Part I: The definition of the village
Part II: Value and cost
Part III: The plow

In our village, some genius invents the plow. The plow has the following characteristics:
  • It takes 90 hours to make a plow
  • If a family uses a plow, they can produce 1.1 pounds of food in 1 hour
  • A plow will last for 9,000 hours of use (900-1,000 days or about 3 years)
It's fairly easy to calculate that the value of a plow is equivalent to the equilibrium value of 900 pounds of food (9,000 * (1.1 - 1.0)); the excess value of a plow is 810 pounds of food (900 - 90). A plow is thus a commodity, an object that has a cost, a value and, because it must be traded, a price.

Assuming that it's less efficient for each family to make its own plow (for reasons I'll describe later), both the Nash equilibrium and the Pareto optimum is for one family, Alice's family, to make plows and sell them to families for 99 pounds of food each. It's irrational for Alice to sell plows for less than 99 pounds; she could just make her own plow and then produce 99* pounds in the same time as it takes to make a second plow. If she tries to sell plows for more than 99 pounds, then Bob or Carol will realize its more rewarding to make plows than to grow food, and they'll undercut her price.

*The cost of making the first plow, amortized over its lifetime, is negligible.


In a free market — i.e. a market lacking both physical "gun-to-the-head" coercion as well as economic "work-for-me-or-starve" coercion — the price falls to the opportunity-adjusted cost, and the excess value is spread out pretty much equally across the community. In this case, the opportunity-adjusted cost (the value of that which Alice herself does not make) is a little different than I described earlier (the value of the thing that nobody makes) because in our village labor itself is not (yet) a commodity.

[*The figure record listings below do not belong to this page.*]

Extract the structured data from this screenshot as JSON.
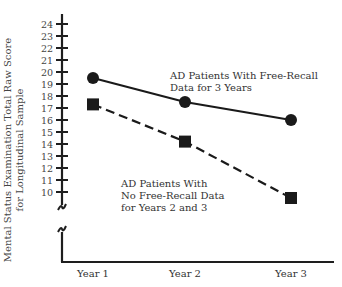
{
  "chart_data": {
    "type": "line",
    "title": "",
    "xlabel": "",
    "ylabel": "Mental Status Examination Total Raw Score for Longitudinal Sample",
    "ylabel_lines": [
      "Mental Status Examination Total Raw Score",
      "for Longitudinal Sample"
    ],
    "categories": [
      "Year 1",
      "Year 2",
      "Year 3"
    ],
    "y_ticks": [
      10,
      11,
      12,
      13,
      14,
      15,
      16,
      17,
      18,
      19,
      20,
      21,
      22,
      23,
      24
    ],
    "ylim": [
      10,
      24
    ],
    "y_axis_break": true,
    "grid": false,
    "series": [
      {
        "name": "AD Patients With Free-Recall Data for 3 Years",
        "label_lines": [
          "AD Patients With Free-Recall",
          "Data for 3 Years"
        ],
        "values": [
          19.5,
          17.5,
          16.0
        ],
        "marker": "circle",
        "line_style": "solid",
        "color": "#1a1a1a"
      },
      {
        "name": "AD Patients With No Free-Recall Data for Years 2 and 3",
        "label_lines": [
          "AD Patients With",
          "No Free-Recall Data",
          "for Years 2 and 3"
        ],
        "values": [
          17.3,
          14.2,
          9.5
        ],
        "marker": "square",
        "line_style": "dashed",
        "color": "#1a1a1a"
      }
    ]
  }
}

In the next post, I'll describe how bottlenecks affect the price of plows.

5 comments:

  1. And is the first bottleneck a patent for the plow so no one else is allowed to make one? ;)

    ReplyDelete
  2. I will indeed examine that bottleneck, but much later. I want to first establish the character and effect of physical bottlenecks, so I have a context to examine socially constructed bottlenecks.

    ReplyDelete
  3. What about a skill bottleneck? Would that be physical?

    I'm not talking about trained versus untrained, though that is certainly one aspect of it - and could be an explanation for it:

    I'm talking about where Bob is so skilled (or so fast) that he can make a plow in only 50 hours time that is just as good as the 90 hour plow everyone else makes. Thus, his plow is worth 850, not 810, but then only when he makes them. Yet to everyone else, the value of the plow is the same as the plow that takes longer to make.

    But then Bob could sell the plow for 55 pounds of food and since no one else has the skill to make a plow that fast, every other plow maker would go out of business because no one would buy one for 99 pounds of food and so no one would make one...

    Or alternately, Bob could sell the plow for 98 pounds of food, and get the same result. So for Bob, he's coverted 50 hours of labor into 98 pounds of food.

    Now, how did Bob get to be such a prodigy? Was he a plow-maker for 20 years in some other village? Was he just born with a talent for plow making? Did he just come up with some trick of the manufacturing process that makes it go faster that he then decided not to share with anyone?

    I guess this gets into specialization and such and probably way more complicated than you want it to be right now, but it is fun to think about anyway.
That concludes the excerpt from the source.